The Wolf Princess: Chapter 47
Tireachan was right about one thing: the Ulic feared Conlan.
If he had not seen it himself, he might not have believed it. But when the three prisoners were brought to the gallows, assailed by a frothing mob of peasants and nobles alike, shouting and cursing, they registered no emotion. As they were roughly pushed onto the trap doors, nooses dangling before them, there were no tears in their eyes. No flicker of unease at the fate awaiting them when the those deathly ropes were knotted about their necks.
Their utterly blank expressions only served to incite the crowd further. Hundreds of people began to sway and churn like a sea in a storm.
Maolan, stationed up on the inner wall’s parapets beside the king, pursed his lips as a woman below, overtaken by her own grief-stricken wails fainted away, sinking like a ship beneath the crowd.
He leaned toward the king, who freshly bathed and allowed himself to be royally appointed with by a gold circlet and ermine-edged mantle, looked more himself again than he had in the last eight years.
“Sire, perhaps we should send down more guards to quell—”
Before he could finish, a hushed silence fell over the teeming mob. Maolan blinked, startled by the sudden cessation of noise.
Slowly, as though burdened by age or some unseen weight, the wolf mounted the platform behind the prisoners.
In the clouded light of morning, the steel plates of his mask shivered in cold flashes.
Uncertainty creased the faces of the Ulic, who could not yet see the wolf behind them.
Maolan tensed, clenching his jaw. He folded his arms, steeling himself against the grandiloquent oratory the wolf was surely bout to subject him to.
For a show was clearly what the wolf intended as he stalked around the end post and into the Ulic’s view. He kept his eyes straight ahead, slowing his pace to smug prowl. In this manner, he passed a foot before each of the Ulic without so much as glancing at them. As he did, the stoic countenances were stripped from the Ulic. The first left bowing his head, eyes shut. The second watching the wolf with evident terror. The last turning his gaze up to the sky, his lips moving in apparent prayer.
At the opposite post, where the lever waited. The wolf turned and lifted his face to the King. He placed his hand on the mechanism.
The people, too, shifted their faces up to the king. There in black, a crown of gold settled at his brow, like the very mountains of Blackstone.
The king stepped forward, resting his gloved hands upon the crenellations.
Maolan’s arms, despite himself, fell away from his chest to his side. The iron he had positioned within against this pageantry proved brittle and chinked. In the war-weary and sorrow-etched faces of the people below, raised up to their king, he saw for the first time in recent memory, the light of hope. And in turn, that hope shone upon the king and brought a swell in his chest and straightness to his spine that Maolan had thought as lost with the king’s son.
The king raised his hand and dropped his fingers.
The wolf cranked the lever. It sprang loose in a wooden thump. The doors beneath the Ulic opened greedily. Ropes snapped straight and jounced only briefly.
When the last twitch of the Ulic’s limbs was registered, the preternatural silence was broken by a small choked gasp of some long-mourning soul, the sound of a lifetime of losses unleashing tears unanswered by the goddess of justice, the god of vengeance. And so it spread out amongst the others, a collective sobbing for those that had been taken by the Ulic—grandparents, parents, children, lovers, friends. But the tears were no longer fueled by wrath and venom. They were soft and steady as spring rain, a relieved outpouring upon thawing ground.
And try as he might, Maolan could not help form grudging respect for the wolf-pup stepped down from the platform and vanished back through the ranks of soldiers, many also with shining cheeks and bowed heads, without a word.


WHAT THE TASK REQUIRES:
Look for the word "Accessible" in the material below, then report each line where it occurs.

──────── RECORDS PROVIDED ────────

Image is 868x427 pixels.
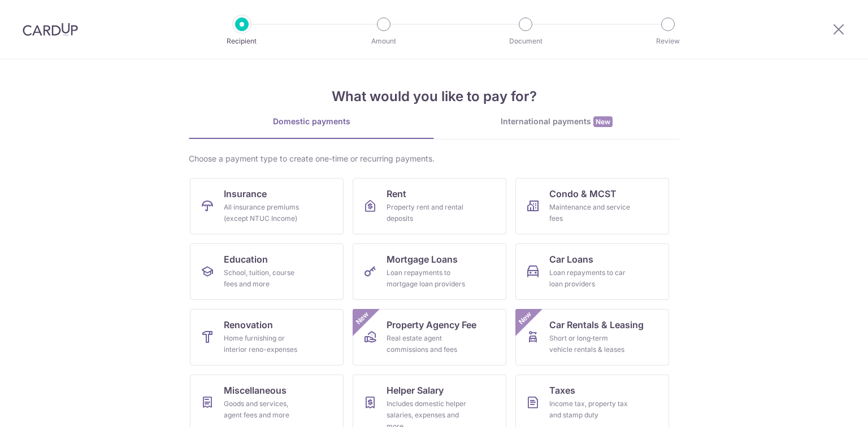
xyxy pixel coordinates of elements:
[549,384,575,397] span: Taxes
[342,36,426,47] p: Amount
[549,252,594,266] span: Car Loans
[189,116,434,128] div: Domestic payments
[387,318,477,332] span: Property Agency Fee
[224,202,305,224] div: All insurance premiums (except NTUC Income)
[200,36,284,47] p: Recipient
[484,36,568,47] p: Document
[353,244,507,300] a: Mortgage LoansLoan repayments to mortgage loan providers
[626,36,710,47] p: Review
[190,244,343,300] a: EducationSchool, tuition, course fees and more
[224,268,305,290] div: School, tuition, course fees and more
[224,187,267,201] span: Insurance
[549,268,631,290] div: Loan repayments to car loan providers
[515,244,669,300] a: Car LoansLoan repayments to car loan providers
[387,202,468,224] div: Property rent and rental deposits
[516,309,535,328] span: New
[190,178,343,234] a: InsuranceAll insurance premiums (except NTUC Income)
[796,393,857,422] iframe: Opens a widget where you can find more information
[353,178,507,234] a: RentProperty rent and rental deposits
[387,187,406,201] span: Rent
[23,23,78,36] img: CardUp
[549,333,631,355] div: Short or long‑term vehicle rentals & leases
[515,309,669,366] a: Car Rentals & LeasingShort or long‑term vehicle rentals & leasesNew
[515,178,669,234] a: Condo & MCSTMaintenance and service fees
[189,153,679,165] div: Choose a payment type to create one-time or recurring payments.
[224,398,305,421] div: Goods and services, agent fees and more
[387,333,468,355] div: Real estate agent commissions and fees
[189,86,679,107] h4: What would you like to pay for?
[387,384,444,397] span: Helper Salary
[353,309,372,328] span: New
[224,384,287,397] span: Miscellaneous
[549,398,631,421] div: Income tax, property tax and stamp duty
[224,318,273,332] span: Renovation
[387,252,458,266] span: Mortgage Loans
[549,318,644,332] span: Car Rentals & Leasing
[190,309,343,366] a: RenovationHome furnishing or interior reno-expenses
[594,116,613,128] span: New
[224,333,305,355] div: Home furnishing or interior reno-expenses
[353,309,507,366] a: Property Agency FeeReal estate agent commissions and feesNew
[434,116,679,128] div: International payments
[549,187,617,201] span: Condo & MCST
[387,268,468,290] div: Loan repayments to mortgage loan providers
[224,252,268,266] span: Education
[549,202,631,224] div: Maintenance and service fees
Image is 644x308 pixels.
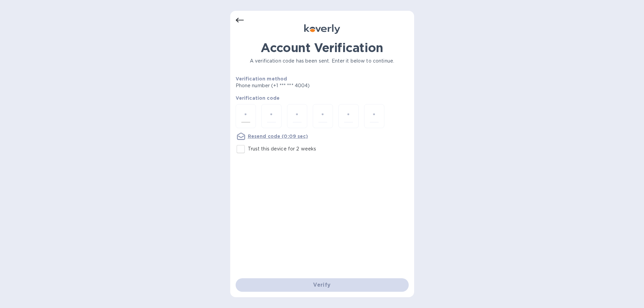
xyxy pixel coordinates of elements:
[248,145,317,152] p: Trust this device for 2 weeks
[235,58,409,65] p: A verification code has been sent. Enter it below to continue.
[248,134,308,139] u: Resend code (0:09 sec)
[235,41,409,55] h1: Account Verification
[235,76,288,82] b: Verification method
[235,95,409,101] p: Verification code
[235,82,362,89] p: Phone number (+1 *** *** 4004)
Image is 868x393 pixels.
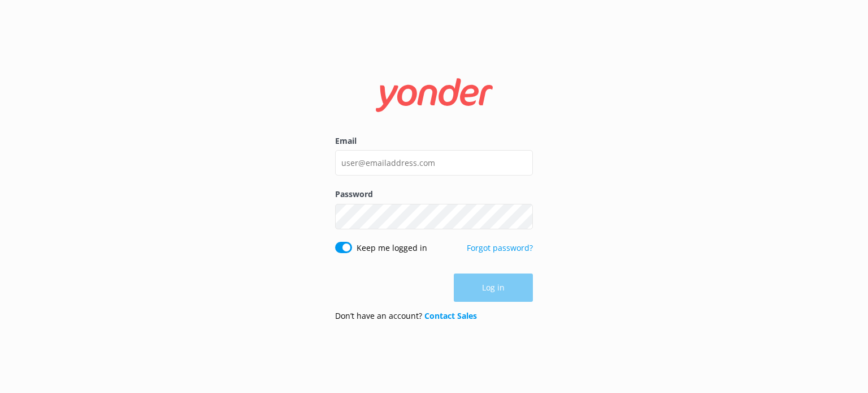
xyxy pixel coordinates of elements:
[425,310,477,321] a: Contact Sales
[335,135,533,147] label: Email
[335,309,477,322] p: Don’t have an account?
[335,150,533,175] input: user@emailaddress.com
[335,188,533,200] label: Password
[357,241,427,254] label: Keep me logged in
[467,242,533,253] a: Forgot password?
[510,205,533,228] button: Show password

────────
──────── RECORDS PROVIDED ────────

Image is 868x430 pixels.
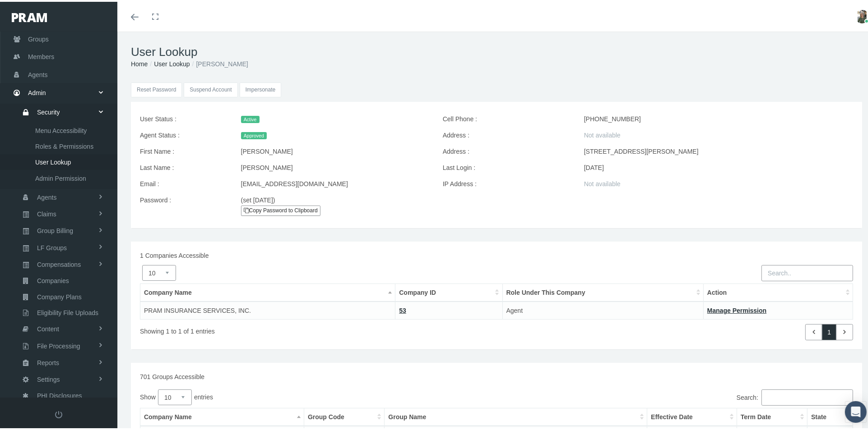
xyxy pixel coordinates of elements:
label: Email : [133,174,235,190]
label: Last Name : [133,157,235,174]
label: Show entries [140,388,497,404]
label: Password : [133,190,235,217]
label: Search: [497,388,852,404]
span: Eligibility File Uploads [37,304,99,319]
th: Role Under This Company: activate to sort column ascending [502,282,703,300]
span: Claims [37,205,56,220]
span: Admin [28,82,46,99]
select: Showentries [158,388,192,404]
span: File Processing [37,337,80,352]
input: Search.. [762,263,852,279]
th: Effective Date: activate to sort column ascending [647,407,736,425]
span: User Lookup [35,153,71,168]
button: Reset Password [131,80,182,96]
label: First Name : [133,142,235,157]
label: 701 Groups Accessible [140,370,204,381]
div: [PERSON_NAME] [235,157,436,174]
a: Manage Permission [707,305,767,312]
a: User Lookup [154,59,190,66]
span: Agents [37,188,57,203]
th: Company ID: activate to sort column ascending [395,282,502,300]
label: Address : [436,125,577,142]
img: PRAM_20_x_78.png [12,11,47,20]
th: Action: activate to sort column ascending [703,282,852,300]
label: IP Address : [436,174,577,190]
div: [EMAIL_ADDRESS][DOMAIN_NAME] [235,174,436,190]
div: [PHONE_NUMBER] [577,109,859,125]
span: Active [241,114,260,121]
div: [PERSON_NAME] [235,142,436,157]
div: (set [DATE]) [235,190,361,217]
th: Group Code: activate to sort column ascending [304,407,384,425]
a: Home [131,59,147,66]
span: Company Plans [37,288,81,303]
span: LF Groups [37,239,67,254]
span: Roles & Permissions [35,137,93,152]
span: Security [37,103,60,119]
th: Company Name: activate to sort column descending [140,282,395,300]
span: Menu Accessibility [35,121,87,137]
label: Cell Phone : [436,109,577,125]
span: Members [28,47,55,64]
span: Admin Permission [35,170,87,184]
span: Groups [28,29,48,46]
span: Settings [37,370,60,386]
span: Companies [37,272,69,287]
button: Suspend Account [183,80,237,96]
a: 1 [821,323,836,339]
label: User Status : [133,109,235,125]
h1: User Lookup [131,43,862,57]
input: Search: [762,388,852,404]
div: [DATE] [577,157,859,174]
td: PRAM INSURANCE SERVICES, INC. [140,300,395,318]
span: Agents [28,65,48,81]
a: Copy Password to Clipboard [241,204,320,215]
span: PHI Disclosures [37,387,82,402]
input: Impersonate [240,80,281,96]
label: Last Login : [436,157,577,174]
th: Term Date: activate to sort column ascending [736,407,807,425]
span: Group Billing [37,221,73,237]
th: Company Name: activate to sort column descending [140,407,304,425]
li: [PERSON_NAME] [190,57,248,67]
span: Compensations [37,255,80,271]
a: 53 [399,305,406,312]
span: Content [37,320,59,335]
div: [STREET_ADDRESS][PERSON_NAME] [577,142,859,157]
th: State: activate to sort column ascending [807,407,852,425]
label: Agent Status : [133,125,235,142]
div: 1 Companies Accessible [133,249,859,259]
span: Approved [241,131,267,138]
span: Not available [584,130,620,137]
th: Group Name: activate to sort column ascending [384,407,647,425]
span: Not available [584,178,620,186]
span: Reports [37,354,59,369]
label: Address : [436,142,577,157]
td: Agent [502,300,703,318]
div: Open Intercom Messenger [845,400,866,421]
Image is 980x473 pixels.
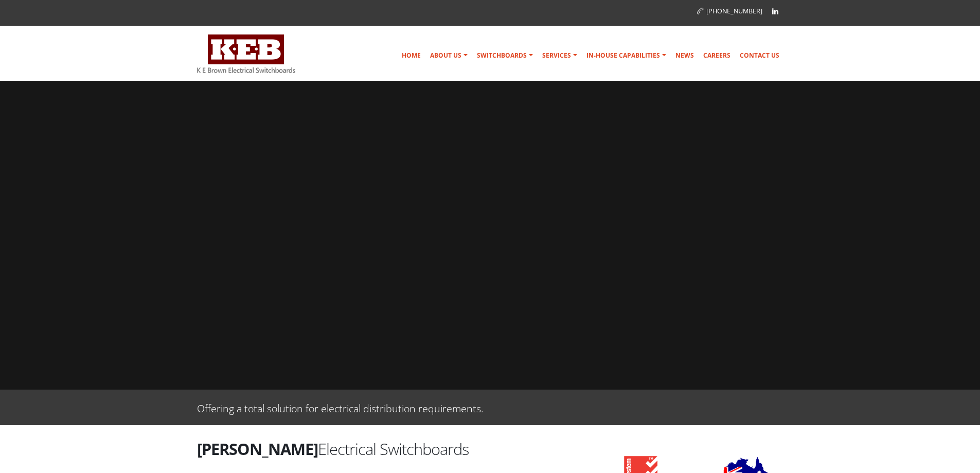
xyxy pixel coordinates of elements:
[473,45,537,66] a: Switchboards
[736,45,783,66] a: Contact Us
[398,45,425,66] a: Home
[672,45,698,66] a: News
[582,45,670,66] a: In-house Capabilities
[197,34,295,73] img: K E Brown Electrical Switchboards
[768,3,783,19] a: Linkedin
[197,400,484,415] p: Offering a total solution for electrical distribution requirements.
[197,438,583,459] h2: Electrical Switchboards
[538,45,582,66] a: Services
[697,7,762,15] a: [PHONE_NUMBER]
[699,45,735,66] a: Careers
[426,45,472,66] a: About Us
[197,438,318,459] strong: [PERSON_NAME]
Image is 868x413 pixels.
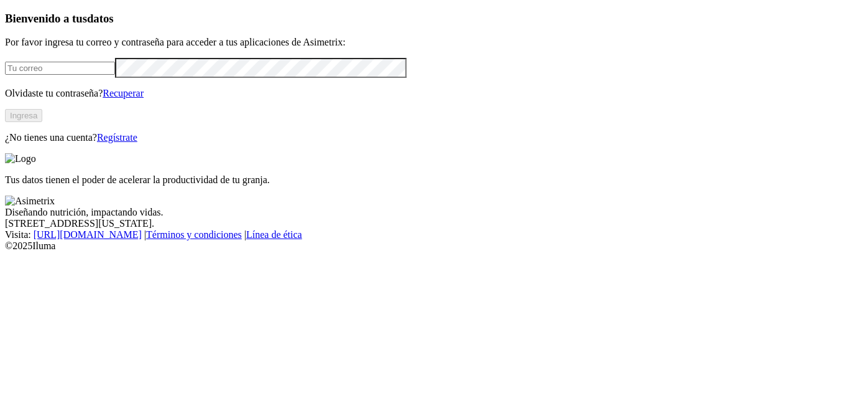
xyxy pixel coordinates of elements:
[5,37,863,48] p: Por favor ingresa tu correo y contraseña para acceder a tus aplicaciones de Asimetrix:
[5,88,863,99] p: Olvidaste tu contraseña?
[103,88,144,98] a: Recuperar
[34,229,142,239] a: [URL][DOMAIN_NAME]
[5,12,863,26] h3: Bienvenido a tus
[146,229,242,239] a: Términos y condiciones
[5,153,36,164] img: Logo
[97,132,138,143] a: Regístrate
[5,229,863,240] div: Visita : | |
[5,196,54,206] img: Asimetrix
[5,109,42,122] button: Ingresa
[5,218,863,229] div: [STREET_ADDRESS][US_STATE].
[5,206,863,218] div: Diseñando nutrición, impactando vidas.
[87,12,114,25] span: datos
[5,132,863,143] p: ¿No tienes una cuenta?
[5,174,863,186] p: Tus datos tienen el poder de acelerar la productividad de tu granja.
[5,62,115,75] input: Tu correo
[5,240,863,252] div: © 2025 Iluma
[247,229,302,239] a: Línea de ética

────────

TASK ANSWER:
label: 701 Groups Accessible [140,370,204,381]
div: 1 Companies Accessible [133,249,859,259]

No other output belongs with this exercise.